At last my wedding day arrived. It was like a dream,
standing there at the altar while the Rev. Jasper Crey married us. I felt a shiver of emotion as Joss slipped the ring on my finger and I couldn’t quite define it. Apprehension was certainly there, but if I was honest with myself I would have to admit that if I could have canceled it, I shouldn’t have wanted to.
Ben was in the church. Banker had wheeled him there. I could imagine his contentment. His will had been done.
Miriam at the organ played the Wedding March, and as I came up the aisle later on the arm of Joss Madden, aware of those watching us—Xavier, my grandfather and grand-mother—gleams of contentment in their eyes, I remembered my grandmother’s saying that God had brought Oakland Hall back to the family because of all they had done for me. It was His reward for their virtue.
We went to the Dower House, where the reception was held, and when it was over Joss and I walked across the bridge to Oakland Hall.
Ben was in his bedroom, but he had left word that he wanted to see us as soon as we came in. He was sitting up in bed and his eyes were shining.
“You two have made Ben Henniker a very happy man today,” he said. “Come and sit on either side of me. There, that’s good. Give me your hands. You’re going to bless me for this day. Before it’s over there’s something I want to say to you and I’ve been saving it up till now.”
“You’re exhausted, Ben,” I said. “You should rest.”

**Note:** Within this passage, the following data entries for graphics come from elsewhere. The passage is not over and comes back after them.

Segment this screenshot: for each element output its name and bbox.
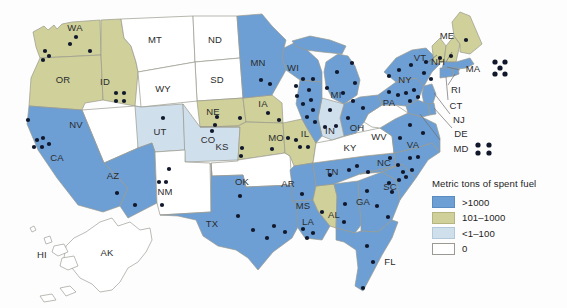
- reactor-dot: [157, 180, 161, 184]
- reactor-dot: [167, 167, 171, 171]
- reactor-dot: [416, 155, 420, 159]
- legend-swatch-low: [432, 227, 455, 239]
- legend-label-high: >1000: [462, 197, 489, 208]
- reactor-dot: [404, 91, 408, 95]
- reactor-dot: [240, 146, 244, 150]
- state-label-UT: UT: [153, 126, 166, 137]
- legend-label-low: <1–100: [462, 228, 495, 239]
- reactor-dot: [88, 49, 92, 53]
- state-label-VA: VA: [407, 139, 420, 150]
- state-NE[interactable]: [197, 98, 246, 127]
- reactor-dot: [35, 138, 39, 142]
- reactor-dot: [301, 77, 305, 81]
- legend-item-mid[interactable]: 101–1000: [432, 212, 562, 224]
- reactor-dot: [122, 99, 126, 103]
- reactor-dot: [311, 108, 315, 112]
- reactor-dot: [449, 54, 453, 58]
- reactor-dot: [371, 260, 375, 264]
- reactor-dot: [422, 71, 426, 75]
- state-label-OR: OR: [56, 74, 71, 85]
- state-label-MT: MT: [148, 34, 162, 45]
- reactor-dot: [74, 35, 78, 39]
- reactor-dot: [277, 118, 281, 122]
- state-label-OK: OK: [235, 176, 250, 187]
- reactor-dot: [122, 91, 126, 95]
- reactor-dot: [328, 108, 332, 112]
- reactor-dot: [294, 84, 298, 88]
- reactor-dot: [353, 81, 357, 85]
- state-AL[interactable]: [334, 181, 361, 233]
- state-label-IL: IL: [301, 128, 309, 139]
- state-label-CA: CA: [50, 152, 64, 163]
- reactor-dot: [342, 220, 346, 224]
- state-label-AR: AR: [281, 178, 295, 189]
- state-label-ND: ND: [208, 34, 222, 45]
- reactor-dot: [236, 214, 240, 218]
- legend-item-high[interactable]: >1000: [432, 196, 562, 208]
- state-label-NJ: NJ: [453, 114, 465, 125]
- reactor-dot: [492, 71, 497, 76]
- reactor-dot: [396, 163, 400, 167]
- reactor-dot: [286, 136, 290, 140]
- inset-shapes: [30, 218, 152, 302]
- reactor-dot: [497, 65, 502, 70]
- reactor-dot: [421, 131, 425, 135]
- reactor-dot: [366, 170, 370, 174]
- reactor-dot: [265, 236, 269, 240]
- state-label-MN: MN: [250, 57, 265, 68]
- state-label-CT: CT: [449, 100, 462, 111]
- reactor-dot: [502, 59, 507, 64]
- reactor-dot: [396, 93, 400, 97]
- reactor-dot: [464, 38, 468, 42]
- state-label-WY: WY: [155, 83, 171, 94]
- reactor-dot: [133, 203, 137, 207]
- state-label-NH: NH: [431, 56, 445, 67]
- reactor-dot: [361, 286, 365, 290]
- state-label-ME: ME: [440, 30, 455, 41]
- state-label-KY: KY: [343, 142, 357, 153]
- state-label-NC: NC: [377, 157, 391, 168]
- state-label-AK: AK: [100, 247, 114, 258]
- reactor-dot: [306, 145, 310, 149]
- reactor-dot: [238, 194, 242, 198]
- reactor-dot: [309, 98, 313, 102]
- state-CT[interactable]: [440, 68, 454, 78]
- reactor-dot: [259, 78, 263, 82]
- state-label-OH: OH: [350, 122, 365, 133]
- reactor-dot: [164, 180, 168, 184]
- legend-swatch-high: [432, 196, 455, 208]
- reactor-dot: [301, 102, 305, 106]
- state-AK[interactable]: [40, 218, 152, 302]
- state-label-NV: NV: [69, 119, 83, 130]
- state-label-CO: CO: [201, 134, 216, 145]
- reactor-dot: [311, 231, 315, 235]
- state-label-MD: MD: [453, 143, 468, 154]
- reactor-dot: [397, 178, 401, 182]
- reactor-dot: [114, 99, 118, 103]
- state-label-MO: MO: [268, 132, 284, 143]
- reactor-dot: [486, 142, 491, 147]
- legend-label-zero: 0: [462, 243, 467, 254]
- leader-CT: [446, 77, 448, 100]
- state-MI[interactable]: [324, 54, 360, 104]
- reactor-dot: [502, 71, 507, 76]
- map-svg: WA OR ID MT ND SD WY NV UT CO CA AZ NM T…: [0, 0, 567, 308]
- reactor-dot: [375, 204, 379, 208]
- reactor-dot: [43, 49, 47, 53]
- legend-title: Metric tons of spent fuel: [432, 178, 562, 189]
- reactor-dot: [365, 189, 369, 193]
- state-label-WV: WV: [371, 131, 387, 142]
- reactor-dot: [311, 77, 315, 81]
- state-label-MS: MS: [296, 200, 311, 211]
- reactor-dot: [307, 88, 311, 92]
- reactor-dot: [351, 99, 355, 103]
- state-label-NY: NY: [398, 74, 412, 85]
- us-spent-fuel-map: WA OR ID MT ND SD WY NV UT CO CA AZ NM T…: [0, 0, 567, 308]
- state-label-MI: MI: [331, 89, 342, 100]
- legend-item-low[interactable]: <1–100: [432, 227, 562, 239]
- state-label-WI: WI: [287, 62, 299, 73]
- reactor-dot: [272, 224, 276, 228]
- legend-item-zero[interactable]: 0: [432, 243, 562, 255]
- reactor-dot: [343, 202, 347, 206]
- reactor-dot: [387, 74, 391, 78]
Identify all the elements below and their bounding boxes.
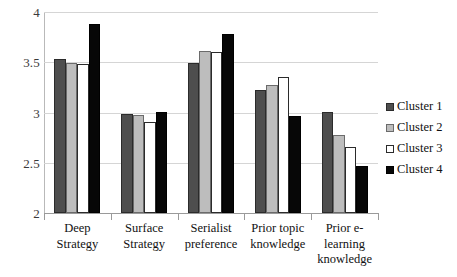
legend-item[interactable]: Cluster 2 — [386, 117, 457, 138]
bar — [356, 166, 368, 213]
x-axis-label-line: Serialist — [174, 221, 249, 237]
y-axis-tick-label: 2 — [14, 207, 40, 220]
legend-item[interactable]: Cluster 3 — [386, 138, 457, 159]
legend-item-label: Cluster 1 — [397, 100, 442, 113]
x-axis-category-label: SurfaceStrategy — [107, 221, 182, 252]
x-axis-tick — [178, 213, 179, 220]
x-axis-label-line: Surface — [107, 221, 182, 237]
bar — [278, 77, 290, 213]
x-axis-tick — [378, 213, 379, 220]
bar — [322, 112, 334, 214]
x-axis-category-label: DeepStrategy — [40, 221, 115, 252]
x-axis-label-line: Strategy — [40, 237, 115, 253]
bar — [345, 147, 357, 213]
bar — [121, 114, 133, 213]
x-axis-label-line: Strategy — [107, 237, 182, 253]
bar — [144, 122, 156, 213]
legend-item[interactable]: Cluster 4 — [386, 159, 457, 180]
x-axis-category-label: Prior e-learningknowledge — [307, 221, 382, 268]
x-axis-label-line: Prior topic — [240, 221, 315, 237]
legend-swatch-icon — [386, 145, 394, 153]
x-axis-tick — [311, 213, 312, 220]
x-axis-category-labels: DeepStrategySurfaceStrategySerialistpref… — [44, 221, 378, 277]
x-axis-label-line: learning — [307, 237, 382, 253]
bar-group — [311, 12, 378, 213]
x-axis-label-line: Prior e- — [307, 221, 382, 237]
bar-group — [44, 12, 111, 213]
legend-item[interactable]: Cluster 1 — [386, 96, 457, 117]
bar — [266, 85, 278, 213]
bar — [222, 34, 234, 213]
y-axis-tick-label: 2.5 — [14, 157, 40, 170]
bar — [289, 116, 301, 213]
x-axis-label-line: Deep — [40, 221, 115, 237]
x-axis-tick — [244, 213, 245, 220]
bar-group — [244, 12, 311, 213]
y-axis-tick-labels: 43.532.52 — [14, 0, 40, 277]
bar — [188, 63, 200, 213]
bar-group — [111, 12, 178, 213]
x-axis-category-label: Prior topicknowledge — [240, 221, 315, 252]
bar — [156, 112, 168, 214]
legend-swatch-icon — [386, 103, 394, 111]
y-axis-tick-label: 3 — [14, 107, 40, 120]
bar — [211, 52, 223, 213]
x-axis-label-line: knowledge — [240, 237, 315, 253]
y-axis-tick-label: 3.5 — [14, 56, 40, 69]
legend-item-label: Cluster 2 — [397, 121, 442, 134]
y-axis-tick-label: 4 — [14, 6, 40, 19]
x-axis-label-line: knowledge — [307, 252, 382, 268]
legend-swatch-icon — [386, 124, 394, 132]
legend-item-label: Cluster 4 — [397, 163, 442, 176]
x-axis-label-line: preference — [174, 237, 249, 253]
x-axis-category-label: Serialistpreference — [174, 221, 249, 252]
x-axis-tick — [111, 213, 112, 220]
bar — [199, 51, 211, 213]
bar — [255, 90, 267, 213]
bar — [133, 115, 145, 213]
bar — [54, 59, 66, 213]
bar — [89, 24, 101, 213]
x-axis-line — [44, 213, 378, 214]
bar — [66, 63, 78, 213]
bar-group — [178, 12, 245, 213]
x-axis-tick — [44, 213, 45, 220]
legend-item-label: Cluster 3 — [397, 142, 442, 155]
legend-swatch-icon — [386, 166, 394, 174]
bar — [333, 135, 345, 213]
bar-chart-figure: 43.532.52 DeepStrategySurfaceStrategySer… — [0, 0, 457, 277]
chart-legend: Cluster 1Cluster 2Cluster 3Cluster 4 — [386, 96, 457, 180]
plot-area — [44, 12, 378, 213]
bar — [77, 64, 89, 213]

“Not till I’ve told you this. You know the story of the Green Flash. You know how I took it to Australia with me all the time, pretending it was lost. I had to have a hiding place for it. You’re the only two who’ll know where that hiding place is. It belongs to you both now. Now this hiding place…I made it myself…so that no one else should be in the picture. Ha, that’s a joke. You know ‘The Pride of the Peacock’ in the drawing room, Joss. It was always a favorite of yours. It’s a picture, Jessie, of our lawn, and there’s a magnificent peacock on it, looking as a peacock does. Look-at-me attitude. Don’t you think I’m the most wonderful creature in the world? This picture is set in a beautiful frame…carved wood and gilt. It’s a thick frame…a very thick frame. At the right-hand corner of the frame, there’s a spring catch. No one would know it was there. It’s so cunningly placed. You touch the spring and the back opens like a door. There’s a cavity there and wrapped up in cotton wool is the Green Flash. I’ve locked myself in that room many a time and I’ve taken it out and gloated over it. Well, that stone is yours when I die…yours jointly. It’ll be up to you to do what you like with it.”